News 2019: Peltz-Steele Presents on Works-in-Progress Panel at American Society of Comparative Law, Attends Play the Game World Meeting

News 2019: Peltz-Steele Presents on Works-in-Progress Panel at American Society of Comparative Law, Attends Play the Game World Meeting
Peltz-Steele Presents on Works-in-Progress Panel at American Society of Comparative Law, Attends Play the Game World Meeting

Professor Rick Peltz-Steele presented on a works-in-progress panel at the annual meeting of the American Society of Comparative Law at the University of Missouri Law School. Peltz-Steele presented the most recent iteration of his work on access to information law. While away from UMass, Peltz-Steele also attended the biennial international conference of Play the Game, a Danish organization dedicated to transparency and accountability in world sport.

Hulston Hall, University of Missouri Law School (Story link image is showing: Peltz-Steele with Joel Carmichael, a chiropractor to Olympic athletes, and Australian whistleblower Bonita Mersiades, at Play the Game 2019)

 

UMass Law Professor Rick Peltz-Steele presented on a works-in-progress panel at the annual meeting of the American Society of Comparative Law at the University of Missouri Law School.  While away from campus, Peltz-Steele also attended Play the Game, a global conference on transparency and accountability in world sport.

Peltz-Steele presented the most recent iteration of his work on access to information law.  The study compares private-sector transparency and accountability measures in South Africa and Europe in the context of development.  The working paper, co-authored with a colleague at Jagiellonian University in Kraków, Poland, was accepted as part of a day-long exchange in which comparative law scholars critiqued one another’s work.

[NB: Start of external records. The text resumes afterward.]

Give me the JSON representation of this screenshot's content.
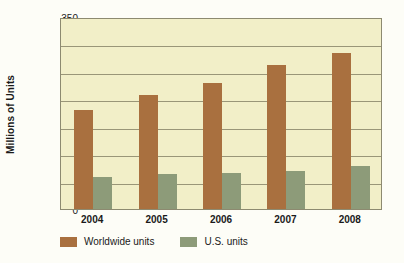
{
  "chart_data": {
    "type": "bar",
    "title": "",
    "xlabel": "",
    "ylabel": "Millions of Units",
    "categories": [
      "2004",
      "2005",
      "2006",
      "2007",
      "2008"
    ],
    "series": [
      {
        "name": "Worldwide units",
        "color": "#a9703f",
        "values": [
          180,
          207,
          230,
          262,
          285
        ]
      },
      {
        "name": "U.S. units",
        "color": "#8d9b79",
        "values": [
          58,
          63,
          66,
          70,
          78
        ]
      }
    ],
    "ylim": [
      0,
      350
    ],
    "yticks": [
      0,
      50,
      100,
      150,
      200,
      250,
      300,
      350
    ],
    "ytick_labels": [
      "0",
      "50",
      "100",
      "150",
      "200",
      "250",
      "300",
      "350"
    ],
    "grid": true,
    "legend_position": "bottom-left",
    "plot_background": "#f2efc8"
  }
}
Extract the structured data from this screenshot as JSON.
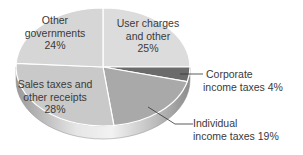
{
  "chart_data": {
    "type": "pie",
    "style": "3d",
    "title": "",
    "start_angle_deg": 0,
    "direction": "clockwise",
    "slices": [
      {
        "label": "User charges and other",
        "value": 25,
        "color": "#dcdcdc",
        "lines": [
          "User charges",
          "and other",
          "25%"
        ]
      },
      {
        "label": "Corporate income taxes",
        "value": 4,
        "color": "#6b6b6b",
        "lines": [
          "Corporate",
          "income taxes  4%"
        ]
      },
      {
        "label": "Individual income taxes",
        "value": 19,
        "color": "#a9a9a9",
        "lines": [
          "Individual",
          "income taxes  19%"
        ]
      },
      {
        "label": "Sales taxes and other receipts",
        "value": 28,
        "color": "#c9c9c9",
        "lines": [
          "Sales taxes and",
          "other receipts",
          "28%"
        ]
      },
      {
        "label": "Other governments",
        "value": 24,
        "color": "#d6d6d6",
        "lines": [
          "Other",
          "governments",
          "24%"
        ]
      }
    ],
    "units": "%"
  }
}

The works-in-progress day marked the opening of the annual conference of the American Society of Comparative Law.  Comparative law is the study of similarities, differences, and other interrelationships between legal systems and traditions.  One hundred twenty scholars from twenty countries gathered for the conference at the University of Missouri Law School in Columbia.

Also on Peltz-Steele’s panel were James Maxeiner of the University of Baltimore and Kwanghyuk (David) Yoo of the University of Iowa.  Maxeiner presented a comparative study of lawmaking in Germany and the United States, and Yoo talked about U.S. and European Union court decision on antitrust challenges to patent settlements in the pharmaceutical industry.

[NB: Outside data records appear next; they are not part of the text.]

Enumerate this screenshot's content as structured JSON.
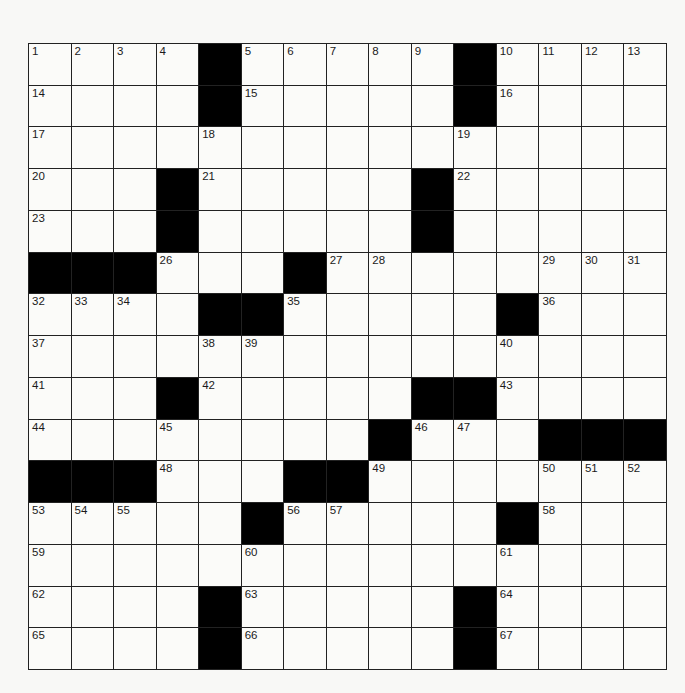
{
  "puzzle": {
    "size": {
      "rows": 15,
      "cols": 15
    },
    "layout": [
      "....#.....#....",
      "....#.....#....",
      "...............",
      "...#.....#.....",
      "...#.....#.....",
      "###...#........",
      "....##.....#...",
      "...............",
      "...#.....##....",
      "........#...###",
      "###...##.......",
      ".....#.....#...",
      "...............",
      "....#.....#....",
      "....#.....#...."
    ],
    "black_cells": [
      [
        0,
        4
      ],
      [
        0,
        10
      ],
      [
        1,
        4
      ],
      [
        1,
        10
      ],
      [
        3,
        3
      ],
      [
        3,
        9
      ],
      [
        4,
        7
      ],
      [
        4,
        8
      ],
      [
        4,
        12
      ],
      [
        4,
        13
      ],
      [
        4,
        14
      ],
      [
        5,
        0
      ],
      [
        5,
        1
      ],
      [
        5,
        2
      ],
      [
        5,
        6
      ],
      [
        6,
        4
      ],
      [
        6,
        5
      ],
      [
        6,
        11
      ],
      [
        8,
        3
      ],
      [
        8,
        9
      ],
      [
        8,
        10
      ],
      [
        9,
        8
      ],
      [
        9,
        12
      ],
      [
        9,
        13
      ],
      [
        9,
        14
      ],
      [
        10,
        0
      ],
      [
        10,
        1
      ],
      [
        10,
        2
      ],
      [
        10,
        6
      ],
      [
        10,
        7
      ],
      [
        11,
        5
      ],
      [
        11,
        11
      ],
      [
        13,
        4
      ],
      [
        13,
        10
      ],
      [
        14,
        4
      ],
      [
        14,
        10
      ]
    ],
    "numbers": [
      {
        "n": "1",
        "r": 0,
        "c": 0
      },
      {
        "n": "2",
        "r": 0,
        "c": 1
      },
      {
        "n": "3",
        "r": 0,
        "c": 2
      },
      {
        "n": "4",
        "r": 0,
        "c": 3
      },
      {
        "n": "5",
        "r": 0,
        "c": 5
      },
      {
        "n": "6",
        "r": 0,
        "c": 6
      },
      {
        "n": "7",
        "r": 0,
        "c": 7
      },
      {
        "n": "8",
        "r": 0,
        "c": 8
      },
      {
        "n": "9",
        "r": 0,
        "c": 9
      },
      {
        "n": "10",
        "r": 0,
        "c": 11
      },
      {
        "n": "11",
        "r": 0,
        "c": 12
      },
      {
        "n": "12",
        "r": 0,
        "c": 13
      },
      {
        "n": "13",
        "r": 0,
        "c": 14
      },
      {
        "n": "14",
        "r": 1,
        "c": 0
      },
      {
        "n": "15",
        "r": 1,
        "c": 5
      },
      {
        "n": "16",
        "r": 1,
        "c": 11
      },
      {
        "n": "17",
        "r": 2,
        "c": 0
      },
      {
        "n": "18",
        "r": 2,
        "c": 4
      },
      {
        "n": "19",
        "r": 2,
        "c": 10
      },
      {
        "n": "20",
        "r": 3,
        "c": 0
      },
      {
        "n": "21",
        "r": 3,
        "c": 4
      },
      {
        "n": "22",
        "r": 3,
        "c": 10
      },
      {
        "n": "23",
        "r": 4,
        "c": 0
      },
      {
        "n": "24",
        "r": 4,
        "c": 3
      },
      {
        "n": "25",
        "r": 4,
        "c": 9
      },
      {
        "n": "26",
        "r": 5,
        "c": 3
      },
      {
        "n": "27",
        "r": 5,
        "c": 7
      },
      {
        "n": "28",
        "r": 5,
        "c": 8
      },
      {
        "n": "29",
        "r": 5,
        "c": 12
      },
      {
        "n": "30",
        "r": 5,
        "c": 13
      },
      {
        "n": "31",
        "r": 5,
        "c": 14
      },
      {
        "n": "32",
        "r": 6,
        "c": 0
      },
      {
        "n": "33",
        "r": 6,
        "c": 1
      },
      {
        "n": "34",
        "r": 6,
        "c": 2
      },
      {
        "n": "35",
        "r": 6,
        "c": 6
      },
      {
        "n": "36",
        "r": 6,
        "c": 12
      },
      {
        "n": "37",
        "r": 7,
        "c": 0
      },
      {
        "n": "38",
        "r": 7,
        "c": 4
      },
      {
        "n": "39",
        "r": 7,
        "c": 5
      },
      {
        "n": "40",
        "r": 7,
        "c": 11
      },
      {
        "n": "41",
        "r": 8,
        "c": 0
      },
      {
        "n": "42",
        "r": 8,
        "c": 4
      },
      {
        "n": "43",
        "r": 8,
        "c": 11
      },
      {
        "n": "44",
        "r": 9,
        "c": 0
      },
      {
        "n": "45",
        "r": 9,
        "c": 3
      },
      {
        "n": "46",
        "r": 9,
        "c": 9
      },
      {
        "n": "47",
        "r": 9,
        "c": 10
      },
      {
        "n": "48",
        "r": 10,
        "c": 3
      },
      {
        "n": "49",
        "r": 10,
        "c": 8
      },
      {
        "n": "50",
        "r": 10,
        "c": 12
      },
      {
        "n": "51",
        "r": 10,
        "c": 13
      },
      {
        "n": "52",
        "r": 10,
        "c": 14
      },
      {
        "n": "53",
        "r": 11,
        "c": 0
      },
      {
        "n": "54",
        "r": 11,
        "c": 1
      },
      {
        "n": "55",
        "r": 11,
        "c": 2
      },
      {
        "n": "56",
        "r": 11,
        "c": 6
      },
      {
        "n": "57",
        "r": 11,
        "c": 7
      },
      {
        "n": "58",
        "r": 11,
        "c": 12
      },
      {
        "n": "59",
        "r": 12,
        "c": 0
      },
      {
        "n": "60",
        "r": 12,
        "c": 5
      },
      {
        "n": "61",
        "r": 12,
        "c": 11
      },
      {
        "n": "62",
        "r": 13,
        "c": 0
      },
      {
        "n": "63",
        "r": 13,
        "c": 5
      },
      {
        "n": "64",
        "r": 13,
        "c": 11
      },
      {
        "n": "65",
        "r": 14,
        "c": 0
      },
      {
        "n": "66",
        "r": 14,
        "c": 5
      },
      {
        "n": "67",
        "r": 14,
        "c": 11
      }
    ],
    "colors": {
      "black_square": "#000000",
      "white_square": "#fbfbf9",
      "grid_line": "#222222",
      "number_text": "#1a1a1a"
    }
  }
}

The panel was moderated by Missouri’s Mekonnen Ayano, a Harvard doctoral graduate and formerly an Ethiopian judge and World Bank legal counsel.  University of Missouri Dean Lyrissa Lidsky, an accomplished media law scholar, attended and live-tweeted the panel.

While away from campus, Peltz-Steele also attended the biennial meeting of Play the Game, an international conference of the Danish Institute for Sports Studies.  Play the Game aims to raise ethical standards and to promote democracy, transparency, and freedom of expression in world sport.  The meeting in Colorado was the organization’s first outside Europe.

Among the highlights of Play the Game, Peltz-Steele attended a panel on whistleblowers in world sport.  Panelists included Bryan Fogel, director of the Netflix documentary Icarus, on Russian Olympic doping; Yuliya and Vitaly Stepanov, whistleblowers in the Russian doping scandal; Damien Laren of the World Anti-Doping Agency; and Bonita Mersiades, an Australian sport executive who blew the whistle in the Australian bids for the 2018 and 2022 FIFA World Cup of men’s soccer.

Peltz-Steele wrote about the whistleblowing panel on his blog, The Savory Tort.